![A woman holds a Black Lives Matter flag during an event in remembrance of George Floyd and to call for justice for those who lost loved ones to the police violence outside the Minnesota State Capitol on May 24, 2021 in Saint Paul, Minnesota.](https://i.kinja-img.com/image/upload/c_fit,q_60,w_645/d8dd464c3ae78461d61723cb8374dc35.jpg)
In news that can only be described as obvious AF, the country responsible for the 1921 Tulsa Race Massacre, the 1985 MOVE bombing, and hip-hop cops, targeted Black Lives Matter protesters with over-the-top prosecutions in an attempt to discourage justice after Minneapolis police murder George Floyd, according to a new report.
The report, released by the Movement for Black Lives and shared with the Associated Press, found that protesters were prosecuted harshly and that the federal government continued practices rooted in structural racism including going as far as to spy on those involved in the global movement.
“The empirical data and findings in this report largely corroborate what Black organizers have long known intellectually, intuitively, and from lived experience about the federal government’s disparate policing and prosecution of racial justice protests and related activity,” the report conducted by the “coalition of more than 50 activism and advocacy civil rights groups and professional associations representing Black communities” found, the AP reports.
Titled “Struggle For Power: The Ongoing Persecution of Black Movement By The US Government”—published in partnership with the Creating Law Enforcement Accountability and Responsibility (Clear) clinic at City University of New York (Cuny) School of Law—the report found that as protests grew across the country, so did police presence, the deployment of federal law enforcement and prosecution of protesters.
The report also noted how policing has always been a tool of white supremacy that is used to discourage Black folks from calling for change through legal protests.
“We want to really show how the US government has continued to persecute the Black movement by surveillance, by criminalizing protests, and by using the criminal legal system to prevent people from protesting and punishing them for being engaged in protests by attempting to curtail their first amendment rights,” Amara Enyia, the Movement for Black Lives’ policy research coordinator told the AP.
“It is undeniable that racism plays a role,“ Enyia said. “It is structurally built into the fabric of this country and its institutions, which is why it’s been so difficult to eradicate. It’s based on institutions that were designed around racism and around the devaluing of Black people and the devaluing of Black lives.”

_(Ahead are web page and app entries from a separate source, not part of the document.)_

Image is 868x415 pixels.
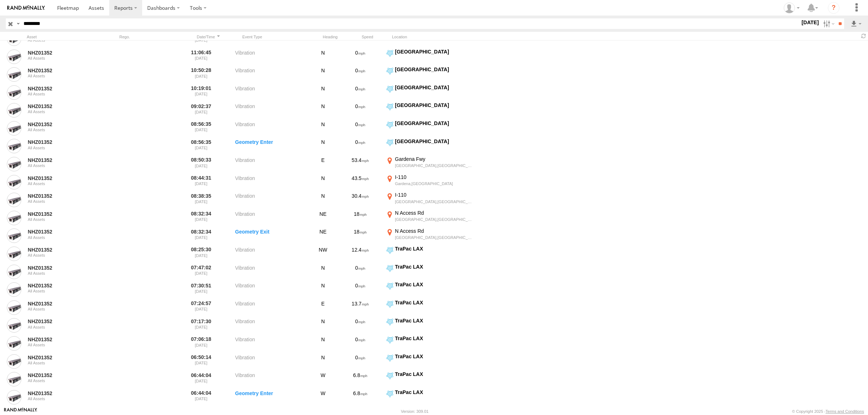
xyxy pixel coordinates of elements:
[385,372,475,388] label: Click to View Event Location
[27,336,98,343] a: NHZ01352
[395,138,474,145] div: [GEOGRAPHIC_DATA]
[828,2,840,14] i: ?
[27,92,98,97] div: All Assets
[339,335,382,352] div: 0
[850,19,863,29] label: Export results as...
[27,110,98,114] div: All Assets
[385,192,475,208] label: Click to View Event Location
[27,318,98,325] a: NHZ01352
[395,354,474,360] div: TraPac LAX
[27,200,98,204] div: All Assets
[310,84,336,101] div: N
[235,49,308,65] label: Vibration
[385,263,475,280] label: Click to View Event Location
[187,228,215,245] label: 08:32:34 [DATE]
[385,354,475,370] label: Click to View Event Location
[395,246,474,252] div: TraPac LAX
[27,182,98,186] div: All Assets
[187,389,215,406] label: 06:44:04 [DATE]
[310,49,336,65] div: N
[310,67,336,82] div: N
[235,228,308,245] label: Geometry Exit
[395,84,474,90] div: [GEOGRAPHIC_DATA]
[385,228,475,245] label: Click to View Event Location
[339,138,382,155] div: 0
[27,307,98,311] div: All Assets
[235,120,308,137] label: Vibration
[27,128,98,132] div: All Assets
[235,84,308,101] label: Vibration
[385,210,475,226] label: Click to View Event Location
[27,372,98,379] a: NHZ01352
[187,300,215,317] label: 07:24:57 [DATE]
[395,49,474,55] div: [GEOGRAPHIC_DATA]
[339,372,382,388] div: 6.8
[187,192,215,208] label: 08:38:35 [DATE]
[339,317,382,334] div: 0
[395,181,474,186] div: Gardena,[GEOGRAPHIC_DATA]
[235,102,308,119] label: Vibration
[27,85,98,92] a: NHZ01352
[187,120,215,137] label: 08:56:35 [DATE]
[395,263,474,270] div: TraPac LAX
[187,372,215,388] label: 06:44:04 [DATE]
[187,354,215,370] label: 06:50:14 [DATE]
[395,407,474,414] div: [STREET_ADDRESS][PERSON_NAME]
[395,228,474,234] div: N Access Rd
[27,283,98,289] a: NHZ01352
[187,84,215,101] label: 10:19:01 [DATE]
[395,317,474,325] div: TraPac LAX
[385,246,475,262] label: Click to View Event Location
[310,335,336,352] div: N
[27,157,98,163] a: NHZ01352
[235,300,308,317] label: Vibration
[339,389,382,406] div: 6.8
[235,317,308,334] label: Vibration
[339,49,382,65] div: 0
[27,192,98,200] a: NHZ01352
[235,174,308,191] label: Vibration
[395,281,474,288] div: TraPac LAX
[310,210,336,226] div: NE
[27,229,98,235] a: NHZ01352
[27,289,98,294] div: All Assets
[27,56,98,60] div: All Assets
[27,265,98,271] a: NHZ01352
[187,317,215,334] label: 07:17:30 [DATE]
[339,102,382,119] div: 0
[820,19,836,29] label: Search Filter Options
[395,67,474,73] div: [GEOGRAPHIC_DATA]
[27,247,98,254] a: NHZ01352
[27,67,98,74] a: NHZ01352
[27,50,98,56] a: NHZ01352
[187,335,215,352] label: 07:06:18 [DATE]
[310,317,336,334] div: N
[800,19,820,27] label: [DATE]
[187,263,215,280] label: 07:47:02 [DATE]
[339,281,382,298] div: 0
[395,235,474,240] div: [GEOGRAPHIC_DATA],[GEOGRAPHIC_DATA]
[395,163,474,168] div: [GEOGRAPHIC_DATA],[GEOGRAPHIC_DATA]
[187,246,215,262] label: 08:25:30 [DATE]
[395,389,474,395] div: TraPac LAX
[27,379,98,383] div: All Assets
[385,389,475,406] label: Click to View Event Location
[310,192,336,208] div: N
[15,19,21,29] label: Search Query
[27,236,98,239] div: All Assets
[385,174,475,191] label: Click to View Event Location
[235,67,308,82] label: Vibration
[235,281,308,298] label: Vibration
[339,246,382,262] div: 12.4
[235,263,308,280] label: Vibration
[339,120,382,137] div: 0
[187,102,215,119] label: 09:02:37 [DATE]
[4,408,37,415] a: Visit our Website
[339,210,382,226] div: 18
[339,300,382,317] div: 13.7
[339,67,382,82] div: 0
[310,372,336,388] div: W
[27,271,98,276] div: All Assets
[395,102,474,108] div: [GEOGRAPHIC_DATA]
[395,200,474,205] div: [GEOGRAPHIC_DATA],[GEOGRAPHIC_DATA]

The Movement for Black Lives calls for amnesty for all protesters involved in BLM protests and is “demanding reparations from the government that include an acknowledgment and an apology for the long history of targeting movements ‘in support of Black life and Black liberation.’”
They are also pushing for the passage of the BREATHE Act, which would defund the police and reinvest and reimagine public safety in Black communities.